Dr Nuno Pinto, Prof Doriana Daroit, and Prof Carlos Rufín
Funding period: 1 July 2025 – 1 October 2026
Type of funding:
Seminar Series
Partner organisations: University of Manchester (United Kingdom), University of Brasília (Brazil), and Suffolk University (United States)
Events: November 2025 in Boston (United States), April 2026 in Brasília (Brazil), and July 2026 in Manchester (United Kingdom)
Organisers: Dr Nuno Pinto (University of Manchester, United Kingdom), Prof Doriana Daroit (University of Brasília, Brazil), and Prof Carlos Rufín (Suffolk University, United States)
Contact: Dr Nuno Pinto
Abstract:
The digitisation of planning and of urban governance processes is an ongoing, accelerated and unstoppable trend in virtually all countries in the world. Post-austerity, cash-strapped local, metropolitan/regional and national governments and agencies need to optimise resources and the digital transition is now the subject of intensive national and global funding. The rapid and accelerating advent of big-data and machine learning and, more recently, generative artificial intelligence (GenAI) has opened many possibilities (affordability, scope, speed of processes) and, at the same time, significant challenges to urban governance stakeholders (lack of technical capacity and knowledge, lack of funds to implement new solutions, security of technical jobs, ethics, data protection, just to name a few).
Inequalities of access to new AI tools threaten to increase the chronic gap on the use of quantitative methods and models in general in urban studies and planning risks being widened further, either by mistrustful practitioners (perhaps even fearful of AI) or by a large cohort of non-quantitative planning and urban studies academics (ill-prepared for AI). This, in turn, risks (i) alienating a large cohort of urban academics who will feel left behind by the astonishing take-over of AI; and (ii) putting UG stakeholders less prepared to deal with the range of possibilities technological companies propose without proper scrutiny, technical validation and, many times lacking adequacy. It is also mandatory that these debates are inclusive of different urban disciplines (from social sciences to STEM) that deal with urban governance to break discourse and trust siloes.
This seminar series aims at promoting an urgently needed transdisciplinary academic debate with academics and urban governance practitioners on the development of a co-produced research agenda for new responsible and transparent AI capabilities for accessible decision support for urban governance. Key urban governance topics will drive the discussions: policy innovation using GenAI; societal use and impact of GenAI; ethics and good practices; participation, representation and democracy; stakeholders’ access to new GenAI capabilities; open-access vs proprietary GenAI; transferability; data needs; among others. Participants will have a diversity of academic and technical backgrounds to build on a multidisciplinary perspective of these questions. The seminar and training events in Boston and in Brasília will build parts of the discussion towards the final integrative discussion to occur at the event in Manchester.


ACTION ITEM:
Count how many lines in the entries below hold "lens". Only the number belongs in the answer.

Collection entries:
=-=-=-=-=

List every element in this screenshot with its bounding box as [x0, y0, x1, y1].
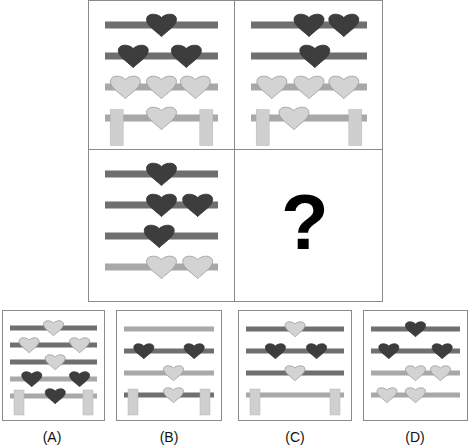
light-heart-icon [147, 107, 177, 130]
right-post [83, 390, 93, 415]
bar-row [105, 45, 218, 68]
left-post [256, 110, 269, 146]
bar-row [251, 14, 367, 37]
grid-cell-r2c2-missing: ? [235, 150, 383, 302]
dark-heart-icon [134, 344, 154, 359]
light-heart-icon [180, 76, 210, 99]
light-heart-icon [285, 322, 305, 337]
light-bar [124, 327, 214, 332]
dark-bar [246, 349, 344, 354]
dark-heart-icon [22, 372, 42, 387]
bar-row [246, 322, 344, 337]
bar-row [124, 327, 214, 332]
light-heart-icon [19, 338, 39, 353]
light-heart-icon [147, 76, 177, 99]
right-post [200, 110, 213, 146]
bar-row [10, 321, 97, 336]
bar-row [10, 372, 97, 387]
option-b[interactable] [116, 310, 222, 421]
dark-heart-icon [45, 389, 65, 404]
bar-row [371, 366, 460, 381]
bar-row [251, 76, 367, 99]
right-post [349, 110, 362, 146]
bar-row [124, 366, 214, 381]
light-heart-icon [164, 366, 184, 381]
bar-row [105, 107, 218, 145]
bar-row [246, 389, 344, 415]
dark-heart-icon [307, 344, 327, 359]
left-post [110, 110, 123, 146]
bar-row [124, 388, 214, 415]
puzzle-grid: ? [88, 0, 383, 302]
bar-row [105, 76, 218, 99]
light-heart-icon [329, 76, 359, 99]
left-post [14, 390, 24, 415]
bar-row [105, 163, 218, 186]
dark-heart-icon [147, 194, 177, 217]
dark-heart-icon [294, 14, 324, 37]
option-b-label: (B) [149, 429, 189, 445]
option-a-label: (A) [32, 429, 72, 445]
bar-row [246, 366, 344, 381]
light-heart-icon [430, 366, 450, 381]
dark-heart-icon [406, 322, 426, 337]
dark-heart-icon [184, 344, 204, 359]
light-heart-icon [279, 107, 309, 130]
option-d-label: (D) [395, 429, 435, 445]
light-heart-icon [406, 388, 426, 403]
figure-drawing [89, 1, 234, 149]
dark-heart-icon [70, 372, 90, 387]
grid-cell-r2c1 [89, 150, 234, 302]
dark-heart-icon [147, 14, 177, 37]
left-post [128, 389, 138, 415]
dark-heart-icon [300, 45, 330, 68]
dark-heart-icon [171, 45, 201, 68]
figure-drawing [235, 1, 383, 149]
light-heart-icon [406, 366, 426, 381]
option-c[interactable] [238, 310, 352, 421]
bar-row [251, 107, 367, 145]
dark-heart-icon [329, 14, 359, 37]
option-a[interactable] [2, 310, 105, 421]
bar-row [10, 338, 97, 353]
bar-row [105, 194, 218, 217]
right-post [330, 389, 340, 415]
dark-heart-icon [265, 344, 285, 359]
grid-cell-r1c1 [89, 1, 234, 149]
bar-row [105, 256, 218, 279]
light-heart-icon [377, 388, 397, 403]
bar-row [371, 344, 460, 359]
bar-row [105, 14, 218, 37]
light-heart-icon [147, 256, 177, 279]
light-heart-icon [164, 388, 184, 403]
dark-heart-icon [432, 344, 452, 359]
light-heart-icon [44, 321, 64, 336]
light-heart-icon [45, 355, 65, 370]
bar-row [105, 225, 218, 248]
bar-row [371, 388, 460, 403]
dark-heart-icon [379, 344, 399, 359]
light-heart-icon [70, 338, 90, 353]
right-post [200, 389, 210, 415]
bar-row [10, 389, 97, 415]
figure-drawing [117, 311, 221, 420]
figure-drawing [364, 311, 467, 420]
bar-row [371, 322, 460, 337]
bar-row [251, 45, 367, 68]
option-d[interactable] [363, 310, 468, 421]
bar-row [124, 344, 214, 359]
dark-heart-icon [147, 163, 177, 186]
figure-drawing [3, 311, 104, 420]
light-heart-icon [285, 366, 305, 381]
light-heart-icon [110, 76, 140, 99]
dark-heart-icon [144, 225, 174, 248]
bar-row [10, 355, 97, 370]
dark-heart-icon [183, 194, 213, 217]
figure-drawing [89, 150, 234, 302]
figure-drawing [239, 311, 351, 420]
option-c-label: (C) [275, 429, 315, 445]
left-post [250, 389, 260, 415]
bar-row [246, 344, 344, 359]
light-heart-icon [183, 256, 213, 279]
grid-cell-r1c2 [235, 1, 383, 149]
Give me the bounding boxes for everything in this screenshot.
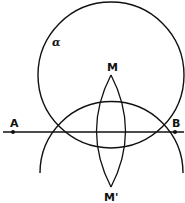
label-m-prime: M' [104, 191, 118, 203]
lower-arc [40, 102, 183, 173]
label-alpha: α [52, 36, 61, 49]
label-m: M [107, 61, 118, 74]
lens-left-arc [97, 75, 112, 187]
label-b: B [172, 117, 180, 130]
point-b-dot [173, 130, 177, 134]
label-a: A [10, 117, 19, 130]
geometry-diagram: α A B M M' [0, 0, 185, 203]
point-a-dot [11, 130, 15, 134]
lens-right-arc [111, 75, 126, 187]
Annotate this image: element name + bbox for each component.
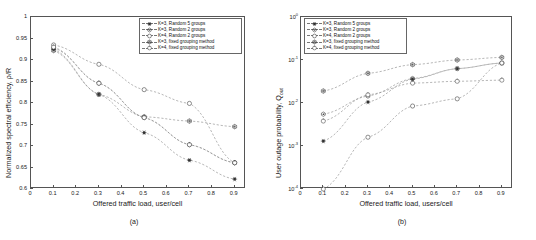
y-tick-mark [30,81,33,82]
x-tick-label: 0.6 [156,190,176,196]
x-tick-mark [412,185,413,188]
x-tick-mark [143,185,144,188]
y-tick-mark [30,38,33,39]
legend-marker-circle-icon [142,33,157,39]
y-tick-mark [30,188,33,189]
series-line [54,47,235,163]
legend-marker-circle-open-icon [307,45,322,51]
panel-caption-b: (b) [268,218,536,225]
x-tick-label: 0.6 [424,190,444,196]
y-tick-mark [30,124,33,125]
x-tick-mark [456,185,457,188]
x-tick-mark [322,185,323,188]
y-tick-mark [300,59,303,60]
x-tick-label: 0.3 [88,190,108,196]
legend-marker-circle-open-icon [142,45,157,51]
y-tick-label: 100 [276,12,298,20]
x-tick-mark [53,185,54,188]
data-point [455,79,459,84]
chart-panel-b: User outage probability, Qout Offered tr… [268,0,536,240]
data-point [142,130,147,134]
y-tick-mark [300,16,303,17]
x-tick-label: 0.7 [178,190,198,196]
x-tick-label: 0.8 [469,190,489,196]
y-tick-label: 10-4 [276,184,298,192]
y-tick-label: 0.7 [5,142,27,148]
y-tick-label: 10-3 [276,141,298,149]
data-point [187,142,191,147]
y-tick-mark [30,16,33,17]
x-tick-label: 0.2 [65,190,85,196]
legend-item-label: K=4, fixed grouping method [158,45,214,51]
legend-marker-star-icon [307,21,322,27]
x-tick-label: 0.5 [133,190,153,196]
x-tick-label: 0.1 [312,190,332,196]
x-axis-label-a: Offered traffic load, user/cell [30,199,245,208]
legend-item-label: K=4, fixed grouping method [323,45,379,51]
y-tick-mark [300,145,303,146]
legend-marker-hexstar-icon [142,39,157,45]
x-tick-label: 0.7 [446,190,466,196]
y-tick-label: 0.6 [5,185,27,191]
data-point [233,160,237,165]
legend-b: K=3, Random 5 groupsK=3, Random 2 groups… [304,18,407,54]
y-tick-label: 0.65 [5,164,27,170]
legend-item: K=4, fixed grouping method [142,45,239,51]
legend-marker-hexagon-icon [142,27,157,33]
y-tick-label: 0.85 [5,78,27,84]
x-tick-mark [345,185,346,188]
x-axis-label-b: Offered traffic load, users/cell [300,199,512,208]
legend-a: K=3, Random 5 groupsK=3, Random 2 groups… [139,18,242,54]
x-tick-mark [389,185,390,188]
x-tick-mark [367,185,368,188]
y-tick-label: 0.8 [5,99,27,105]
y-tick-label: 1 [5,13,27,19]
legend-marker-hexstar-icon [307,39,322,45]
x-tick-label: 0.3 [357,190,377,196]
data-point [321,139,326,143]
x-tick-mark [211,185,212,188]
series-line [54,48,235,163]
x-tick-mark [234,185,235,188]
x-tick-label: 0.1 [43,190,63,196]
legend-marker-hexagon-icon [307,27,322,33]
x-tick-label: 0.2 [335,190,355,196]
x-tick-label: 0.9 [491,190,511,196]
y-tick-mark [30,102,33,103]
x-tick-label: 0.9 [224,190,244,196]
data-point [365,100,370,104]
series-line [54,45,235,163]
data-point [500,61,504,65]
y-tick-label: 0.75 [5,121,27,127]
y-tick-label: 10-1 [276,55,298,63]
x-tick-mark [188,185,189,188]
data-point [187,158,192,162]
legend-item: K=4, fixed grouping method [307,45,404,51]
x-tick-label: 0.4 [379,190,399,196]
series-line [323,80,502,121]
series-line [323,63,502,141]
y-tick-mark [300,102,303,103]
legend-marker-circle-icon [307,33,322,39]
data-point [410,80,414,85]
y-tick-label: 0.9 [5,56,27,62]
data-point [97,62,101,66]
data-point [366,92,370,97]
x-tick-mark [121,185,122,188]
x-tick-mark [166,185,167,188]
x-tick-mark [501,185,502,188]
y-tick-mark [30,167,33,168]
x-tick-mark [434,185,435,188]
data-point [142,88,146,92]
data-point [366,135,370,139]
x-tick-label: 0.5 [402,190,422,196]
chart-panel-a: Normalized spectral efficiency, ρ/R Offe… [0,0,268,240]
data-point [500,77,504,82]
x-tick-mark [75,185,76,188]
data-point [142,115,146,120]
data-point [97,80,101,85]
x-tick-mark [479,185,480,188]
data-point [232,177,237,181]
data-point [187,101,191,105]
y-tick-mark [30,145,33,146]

=-=-=-=-=

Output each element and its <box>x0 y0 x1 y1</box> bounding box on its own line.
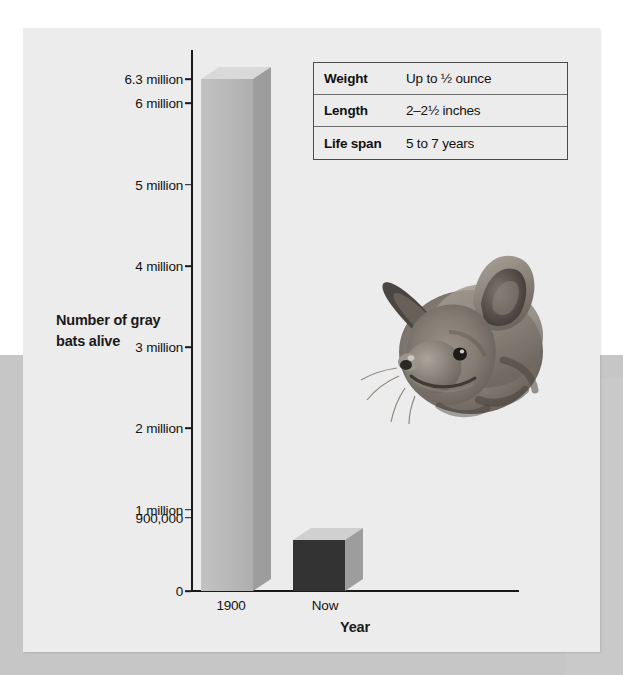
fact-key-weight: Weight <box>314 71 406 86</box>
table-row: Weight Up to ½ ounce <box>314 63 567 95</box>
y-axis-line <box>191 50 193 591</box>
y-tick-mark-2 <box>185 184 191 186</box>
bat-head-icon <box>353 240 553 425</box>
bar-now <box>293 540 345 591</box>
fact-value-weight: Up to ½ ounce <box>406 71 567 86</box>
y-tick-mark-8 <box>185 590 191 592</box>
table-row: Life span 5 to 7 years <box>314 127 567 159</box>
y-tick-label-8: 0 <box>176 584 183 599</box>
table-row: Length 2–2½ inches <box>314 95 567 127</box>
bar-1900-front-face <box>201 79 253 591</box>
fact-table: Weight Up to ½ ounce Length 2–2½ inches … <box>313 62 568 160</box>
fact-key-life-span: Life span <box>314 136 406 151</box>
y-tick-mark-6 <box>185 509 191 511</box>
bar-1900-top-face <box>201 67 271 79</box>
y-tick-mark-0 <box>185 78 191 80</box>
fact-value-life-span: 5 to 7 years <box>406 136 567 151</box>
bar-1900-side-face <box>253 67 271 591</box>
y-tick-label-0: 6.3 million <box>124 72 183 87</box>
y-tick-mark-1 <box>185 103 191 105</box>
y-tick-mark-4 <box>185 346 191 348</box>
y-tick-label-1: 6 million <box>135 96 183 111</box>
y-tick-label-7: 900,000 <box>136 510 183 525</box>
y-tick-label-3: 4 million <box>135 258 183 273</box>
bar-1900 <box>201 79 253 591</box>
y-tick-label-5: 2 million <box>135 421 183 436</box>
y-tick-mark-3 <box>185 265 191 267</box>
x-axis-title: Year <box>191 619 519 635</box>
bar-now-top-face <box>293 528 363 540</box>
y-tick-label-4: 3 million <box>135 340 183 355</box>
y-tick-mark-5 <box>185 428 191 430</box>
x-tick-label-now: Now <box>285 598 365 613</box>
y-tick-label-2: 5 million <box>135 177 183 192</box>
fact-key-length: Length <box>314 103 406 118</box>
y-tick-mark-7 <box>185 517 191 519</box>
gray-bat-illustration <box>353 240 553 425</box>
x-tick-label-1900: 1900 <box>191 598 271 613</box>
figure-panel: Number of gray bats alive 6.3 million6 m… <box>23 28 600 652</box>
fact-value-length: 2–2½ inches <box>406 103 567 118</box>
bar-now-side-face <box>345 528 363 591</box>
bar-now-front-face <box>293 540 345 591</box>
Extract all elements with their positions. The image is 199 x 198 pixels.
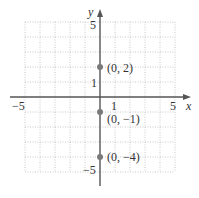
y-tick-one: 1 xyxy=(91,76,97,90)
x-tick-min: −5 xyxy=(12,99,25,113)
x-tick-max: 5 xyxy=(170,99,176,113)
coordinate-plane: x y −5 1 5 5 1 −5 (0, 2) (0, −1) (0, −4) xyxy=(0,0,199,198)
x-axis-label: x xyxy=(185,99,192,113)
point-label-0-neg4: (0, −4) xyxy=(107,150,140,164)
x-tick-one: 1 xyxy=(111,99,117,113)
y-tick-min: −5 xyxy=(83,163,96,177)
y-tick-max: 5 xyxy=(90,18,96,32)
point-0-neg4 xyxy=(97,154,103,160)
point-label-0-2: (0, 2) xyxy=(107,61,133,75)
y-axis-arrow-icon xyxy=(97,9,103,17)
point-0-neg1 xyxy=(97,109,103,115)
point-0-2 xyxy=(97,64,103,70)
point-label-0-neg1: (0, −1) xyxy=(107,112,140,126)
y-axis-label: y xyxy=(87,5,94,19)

=-=-=-=-=

FINISHED EXERCISE:
2